In Steven’s case, as a result of his career counselling, he could see through his stories the importance to him of working with people and assisting others, and subsequently he made a decision to re-engage in studies to pursue his new goal of community development work after his sporting career. Thus, Steven had assumed a role as an active agent in the construction of a future story and a new identity for himself. Further questions by the career counsellor could elicit the actual steps Steven would take in planning for and enacting his new identity.

Conclusion

In concluding, story crafting reminds us of the story of Alice in Wonderland in which Alice had the experience of changing her physical shape several times. In trying to understand this process, Alice became “curiouser and curiouser” about what was happening to her. Similarly, curiosity becomes a primary quality of career counsellors and clients in a story telling approach. Curiosity may stimulate story crafting questions and, in turn, client responses may further stimulate curiosity. Thus, client stories move to deeper levels in response to story crafting questions.

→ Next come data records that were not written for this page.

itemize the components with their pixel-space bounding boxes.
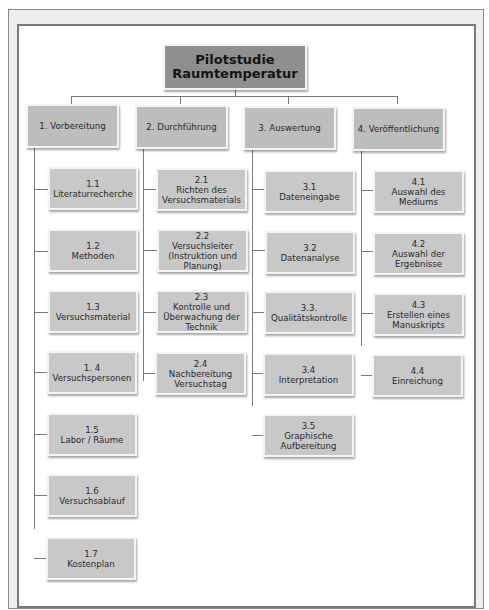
node-label: Einreichung (392, 376, 443, 386)
node-label: (Instruktion und (168, 251, 237, 261)
node-number: 2.3 (195, 292, 209, 302)
node-label: Labor / Räume (61, 435, 124, 445)
connector (252, 250, 265, 251)
node-label: Kontrolle und (173, 302, 230, 312)
node-number: 3.1 (303, 182, 317, 192)
node-number: 3.5 (302, 421, 316, 431)
branch-label: 4. Veröffentlichung (358, 124, 439, 134)
node-number: 2.4 (194, 359, 208, 369)
node-number: 2.2 (196, 231, 210, 241)
node-label: Überwachung der (163, 312, 239, 322)
branch-node-veroeffentlichung: 4. Veröffentlichung (352, 107, 445, 151)
node-label: Versuchsleiter (172, 241, 233, 251)
connector (34, 312, 49, 313)
connector (34, 189, 49, 190)
node-label: Dateneingabe (279, 192, 340, 202)
node-number: 1.6 (85, 486, 99, 496)
node-number: 4.4 (411, 366, 425, 376)
connector (143, 189, 157, 190)
connector (252, 148, 253, 406)
node-label: Versuchspersonen (53, 373, 132, 383)
child-node-1-7: 1.7Kostenplan (46, 537, 136, 580)
child-node-4-4: 4.4Einreichung (372, 354, 463, 397)
connector (34, 148, 35, 529)
child-node-3-3: 3.3.Qualitätskontrolle (264, 291, 354, 334)
node-number: 3.3. (301, 303, 317, 313)
node-number: 4.3 (412, 300, 426, 310)
node-number: 3.4 (302, 365, 316, 375)
child-node-1-1: 1.1Literaturrecherche (48, 167, 138, 210)
connector (71, 96, 72, 104)
node-number: 1.7 (84, 549, 98, 559)
node-number: 1.5 (85, 425, 99, 435)
child-node-2-2: 2.2Versuchsleiter(Instruktion undPlanung… (157, 229, 248, 272)
node-label: Graphische (284, 431, 333, 441)
child-node-1-5: 1.5Labor / Räume (47, 413, 137, 456)
connector (143, 250, 157, 251)
child-node-1-4: 1. 4Versuchspersonen (47, 351, 137, 394)
node-label: Qualitätskontrolle (271, 313, 347, 323)
child-node-2-4: 2.4NachbereitungVersuchstag (155, 352, 246, 395)
node-label: Aufbereitung (281, 441, 337, 451)
node-number: 1.1 (86, 179, 100, 189)
connector (288, 96, 289, 104)
node-label: Mediums (399, 197, 438, 207)
node-label: Kostenplan (67, 559, 115, 569)
node-label: Ergebnisse (395, 259, 442, 269)
node-number: 2.1 (195, 175, 209, 185)
root-node: Pilotstudie Raumtemperatur (163, 44, 307, 90)
node-label: Methoden (72, 251, 115, 261)
connector (71, 96, 398, 97)
node-label: Interpretation (279, 375, 338, 385)
node-number: 4.1 (412, 177, 426, 187)
node-label: Manuskripts (392, 320, 444, 330)
child-node-1-2: 1.2Methoden (48, 229, 138, 272)
node-label: Versuchsablauf (59, 496, 124, 506)
node-label: Datenanalyse (280, 253, 339, 263)
branch-label: 2. Durchführung (146, 122, 216, 132)
child-node-4-3: 4.3Erstellen einesManuskripts (373, 293, 464, 336)
child-node-2-1: 2.1Richten desVersuchsmaterials (156, 168, 247, 211)
node-label: Versuchstag (174, 379, 227, 389)
node-label: Technik (185, 322, 217, 332)
child-node-3-1: 3.1Dateneingabe (264, 170, 355, 213)
node-label: Versuchsmaterial (56, 312, 130, 322)
node-label: Auswahl der (392, 249, 445, 259)
child-node-3-2: 3.2Datenanalyse (265, 231, 355, 274)
connector (361, 148, 362, 346)
branch-node-vorbereitung: 1. Vorbereitung (26, 104, 119, 148)
connector (143, 312, 157, 313)
node-label: Erstellen eines (387, 310, 450, 320)
node-label: Richten des (176, 185, 227, 195)
branch-label: 1. Vorbereitung (39, 121, 105, 131)
connector (397, 96, 398, 104)
branch-node-auswertung: 3. Auswertung (243, 106, 336, 150)
node-number: 4.2 (412, 239, 426, 249)
connector (34, 251, 49, 252)
node-number: 1. 4 (84, 363, 100, 373)
child-node-1-3: 1.3Versuchsmaterial (48, 290, 138, 333)
child-node-3-5: 3.5GraphischeAufbereitung (263, 414, 354, 457)
node-label: Auswahl des (392, 187, 446, 197)
root-title-line1: Pilotstudie (195, 53, 274, 67)
connector (143, 148, 144, 381)
node-number: 3.2 (303, 243, 317, 253)
node-number: 1.3 (86, 302, 100, 312)
branch-label: 3. Auswertung (258, 123, 320, 133)
child-node-4-1: 4.1Auswahl desMediums (373, 170, 464, 213)
child-node-1-6: 1.6Versuchsablauf (47, 474, 137, 517)
child-node-2-3: 2.3Kontrolle undÜberwachung derTechnik (156, 290, 247, 333)
child-node-3-4: 3.4Interpretation (263, 353, 354, 396)
node-label: Literaturrecherche (53, 189, 133, 199)
node-label: Versuchsmaterials (162, 195, 241, 205)
node-number: 1.2 (86, 241, 100, 251)
branch-node-durchfuehrung: 2. Durchführung (135, 105, 228, 149)
node-label: Nachbereitung (169, 369, 232, 379)
node-label: Planung) (184, 261, 222, 271)
connector (180, 96, 181, 104)
root-title-line2: Raumtemperatur (172, 67, 297, 81)
child-node-4-2: 4.2Auswahl derErgebnisse (373, 232, 464, 275)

In facilitating a story telling approach through story crafting questions, career counsellors would need to value clients as active agents in the telling of stories. Story crafting questions ultimately place more emphasis on process and meaning than on content. This is made possible if the counsellor listens deeply for clues to elicit other stories, uses both the language of the client and collaborative language to provide links between stories, and facilitates a process rather than acts as an expert. Story crafting is an ongoing process in which career counsellors maintain recursive curiosity and recursive deep listening throughout the counselling process. All of this occurs within a respectful counselling relationship that creates a reflective space for clients to move to deeper level stories that they tell. Savickas (2011) suggested that all approaches to narrative career counselling offer a general model for career counselling that includes three elements: “(a) construct career through small stories; (b) deconstruct and reconstruct the small stories into a large story; and (c) co-construct the next episode in the story” (p. 6). Such elements are evident in the three levels of story crafting we have described in the present article. Importantly, we also offered examples of how career counsellors may collaborate with clients to move to deeper level stories by means of story crafting questions in order to construct sustainable and achievable future stories.